Players are always drifting in and out of the game. New opportunities, sabbaticals, and dare I say it – injuries – are most often the cause. Almost everyone invariably suffers some kind of malady: jammed fingers, sprained ankles, shoulder separations, you name it. In the last six months, Mark the geology professor had his nose broken by an overzealous elbow; young Mike cut his forearm diving into the curtain; and even super Sam, an associate professor of molecular biology and biochemistry, limped off with what appeared to be a strained calf. Still, hope springs eternal for the aging hoopster. A morale boost was seeing (Mike) Hailey recently return after tearing his Achilles tendon and missing more than a year. 

The game certainly has its share of characters, and no one has a bigger personality than Larry from admissions. Larry learned the game on the playgrounds of Newark and, in high school, started for St. Benedict’s Preparatory School (one of the top hoops programs in the country). Larry always brings his own brand of cockiness and trash talk to the party, an attitude that a soft, suburban player such as myself rarely experiences. Strong as an ox and far more athletic than the rest of us, Larry still struggles with a bad back and usually has to call it quits after a game or two.

The player I admire most is old Mike, a rail thin, 71-year-old psychologist. His “Basketball is Life” T-shirt says it all. Leave Mike unguarded from the two point line and he’ll burn you; his smooth, left-handed hook shot has won many a game. He’s also the last person you want to shoot against if your team loses and you have to make a foul shot to earn your way into the next game. I tease him that he hasn’t missed a foul shot since the 1960s.

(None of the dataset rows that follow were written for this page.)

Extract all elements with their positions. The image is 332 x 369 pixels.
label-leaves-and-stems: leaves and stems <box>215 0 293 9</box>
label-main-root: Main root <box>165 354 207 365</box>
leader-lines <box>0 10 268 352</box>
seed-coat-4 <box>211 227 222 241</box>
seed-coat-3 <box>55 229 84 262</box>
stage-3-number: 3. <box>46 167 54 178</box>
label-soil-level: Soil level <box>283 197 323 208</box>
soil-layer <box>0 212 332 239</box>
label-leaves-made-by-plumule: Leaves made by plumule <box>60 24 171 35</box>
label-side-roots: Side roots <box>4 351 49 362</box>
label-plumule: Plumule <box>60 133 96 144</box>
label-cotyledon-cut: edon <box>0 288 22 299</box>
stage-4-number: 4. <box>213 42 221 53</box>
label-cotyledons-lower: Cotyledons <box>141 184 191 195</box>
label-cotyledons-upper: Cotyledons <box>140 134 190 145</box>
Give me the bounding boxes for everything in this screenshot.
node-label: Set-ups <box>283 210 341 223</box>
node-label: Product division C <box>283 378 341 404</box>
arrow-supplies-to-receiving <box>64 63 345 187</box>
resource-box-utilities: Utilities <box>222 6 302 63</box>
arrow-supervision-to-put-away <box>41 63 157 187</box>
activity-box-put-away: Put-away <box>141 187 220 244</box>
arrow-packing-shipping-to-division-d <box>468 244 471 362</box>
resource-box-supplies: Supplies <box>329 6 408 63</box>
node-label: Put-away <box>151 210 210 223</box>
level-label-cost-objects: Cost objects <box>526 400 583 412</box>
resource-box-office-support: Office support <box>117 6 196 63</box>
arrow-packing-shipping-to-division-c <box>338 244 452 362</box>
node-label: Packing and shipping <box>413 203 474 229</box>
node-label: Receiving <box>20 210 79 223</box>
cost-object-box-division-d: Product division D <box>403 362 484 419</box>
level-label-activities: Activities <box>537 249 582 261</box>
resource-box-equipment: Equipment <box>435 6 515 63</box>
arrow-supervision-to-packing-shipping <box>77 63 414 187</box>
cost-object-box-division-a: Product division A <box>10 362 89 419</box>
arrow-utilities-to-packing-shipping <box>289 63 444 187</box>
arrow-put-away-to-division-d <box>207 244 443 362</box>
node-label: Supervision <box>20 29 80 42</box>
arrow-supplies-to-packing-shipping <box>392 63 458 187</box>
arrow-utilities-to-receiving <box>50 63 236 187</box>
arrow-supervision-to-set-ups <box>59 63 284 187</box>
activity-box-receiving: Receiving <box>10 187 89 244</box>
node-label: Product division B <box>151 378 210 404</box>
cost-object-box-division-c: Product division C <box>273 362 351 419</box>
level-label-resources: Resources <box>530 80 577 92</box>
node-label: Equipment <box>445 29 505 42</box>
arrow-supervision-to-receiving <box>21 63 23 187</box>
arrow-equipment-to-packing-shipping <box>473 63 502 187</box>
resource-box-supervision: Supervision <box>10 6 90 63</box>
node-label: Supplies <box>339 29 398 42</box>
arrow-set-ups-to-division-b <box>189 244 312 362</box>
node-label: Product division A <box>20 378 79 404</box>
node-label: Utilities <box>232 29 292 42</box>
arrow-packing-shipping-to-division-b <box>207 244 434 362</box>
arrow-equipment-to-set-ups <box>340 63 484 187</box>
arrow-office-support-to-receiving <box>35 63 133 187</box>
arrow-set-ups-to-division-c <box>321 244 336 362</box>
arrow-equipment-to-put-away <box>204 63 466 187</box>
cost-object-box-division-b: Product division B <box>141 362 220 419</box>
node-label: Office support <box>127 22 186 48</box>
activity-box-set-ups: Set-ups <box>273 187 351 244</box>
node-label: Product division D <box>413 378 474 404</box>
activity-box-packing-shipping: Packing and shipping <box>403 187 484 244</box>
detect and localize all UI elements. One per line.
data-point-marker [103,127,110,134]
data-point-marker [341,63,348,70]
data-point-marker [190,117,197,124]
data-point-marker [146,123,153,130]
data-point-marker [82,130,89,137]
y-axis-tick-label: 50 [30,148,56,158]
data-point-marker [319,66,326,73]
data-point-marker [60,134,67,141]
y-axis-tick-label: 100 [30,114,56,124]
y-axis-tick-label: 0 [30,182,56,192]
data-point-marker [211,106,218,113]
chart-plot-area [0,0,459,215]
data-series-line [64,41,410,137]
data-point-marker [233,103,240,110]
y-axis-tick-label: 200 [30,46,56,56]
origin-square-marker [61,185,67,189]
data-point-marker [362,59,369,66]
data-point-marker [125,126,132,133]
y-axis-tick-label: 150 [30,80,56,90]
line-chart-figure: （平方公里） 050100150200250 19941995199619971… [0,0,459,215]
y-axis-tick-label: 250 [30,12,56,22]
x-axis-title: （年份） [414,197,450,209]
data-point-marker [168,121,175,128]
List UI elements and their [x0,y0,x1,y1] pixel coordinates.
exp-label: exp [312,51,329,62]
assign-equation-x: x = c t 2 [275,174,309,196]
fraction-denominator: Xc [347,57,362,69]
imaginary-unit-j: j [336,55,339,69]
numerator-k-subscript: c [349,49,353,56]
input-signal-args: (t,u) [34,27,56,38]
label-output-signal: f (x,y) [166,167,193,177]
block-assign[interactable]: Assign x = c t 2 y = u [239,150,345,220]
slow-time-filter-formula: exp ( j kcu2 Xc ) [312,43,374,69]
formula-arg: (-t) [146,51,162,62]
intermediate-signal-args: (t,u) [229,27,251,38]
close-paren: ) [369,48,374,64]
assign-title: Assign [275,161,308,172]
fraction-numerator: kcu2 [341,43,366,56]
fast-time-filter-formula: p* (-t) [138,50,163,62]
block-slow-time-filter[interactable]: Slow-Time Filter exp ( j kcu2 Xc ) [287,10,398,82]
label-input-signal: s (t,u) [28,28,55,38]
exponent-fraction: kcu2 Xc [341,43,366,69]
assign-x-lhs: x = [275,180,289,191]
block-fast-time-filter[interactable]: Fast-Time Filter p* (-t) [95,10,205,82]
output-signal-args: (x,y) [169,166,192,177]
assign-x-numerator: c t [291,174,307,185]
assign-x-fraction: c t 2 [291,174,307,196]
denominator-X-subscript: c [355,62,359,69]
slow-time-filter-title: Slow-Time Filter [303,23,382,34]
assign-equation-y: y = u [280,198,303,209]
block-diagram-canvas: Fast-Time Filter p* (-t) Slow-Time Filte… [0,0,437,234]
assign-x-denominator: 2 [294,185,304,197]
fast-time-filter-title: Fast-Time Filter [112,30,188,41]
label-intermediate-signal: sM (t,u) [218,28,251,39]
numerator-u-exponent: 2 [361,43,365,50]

One problem that occasionally creeps in is the disparity in age. When Wally, a 57-year-old Equal Opportunity Fund program dean with gimpy knees, recently collided with Jeremy, a 32-year-old from the Office of Information Technology, everyone held their breath. Poor Wally looked like a New York taxi hit him and then missed several weeks. The next time we played, Jeremy covered me. With the score tied, I hit the game-winning shot when he left me to help his teammate on defense. I mistakenly believed our rapport had evolved to where I could tease Jeremy about it. The next time we played, however, he covered me with such rabid intensity that I probably should have gotten a rabies shot.

Rushing through the game during lunch hour leaves little time for conversation; rarely do you to get to know someone beyond the pleasantries and locker-room banter. I realized last fall, however, that sometimes anonymity falls away when, after playing alongside old John on a Thursday, I opened the newspaper on Saturday and came across an obituary that said John Kalafat, a 63-year-old psychologist at the Graduate School of Applied and Professional Psychology, had died suddenly of a heart attack on Friday. I only knew John as a gentle soul with a clunky knee brace and a fierce determination to play for as long as he could. There was no photograph with the obituary, but I knew it was him when his wife was quoted as saying that one of his favorite things in the world was his lunchtime hoops game.

Just two days before, John had been grumbling like the rest of us about missing shots and careless turnovers. In the blink of an eye, he died, leaving behind a loving family and a lifetime of professional accomplishments – a part of him I barely knew and which he had little time to share. Stunned as we were, the game went on as usual, as it always has. I suspect John would have wanted it that way.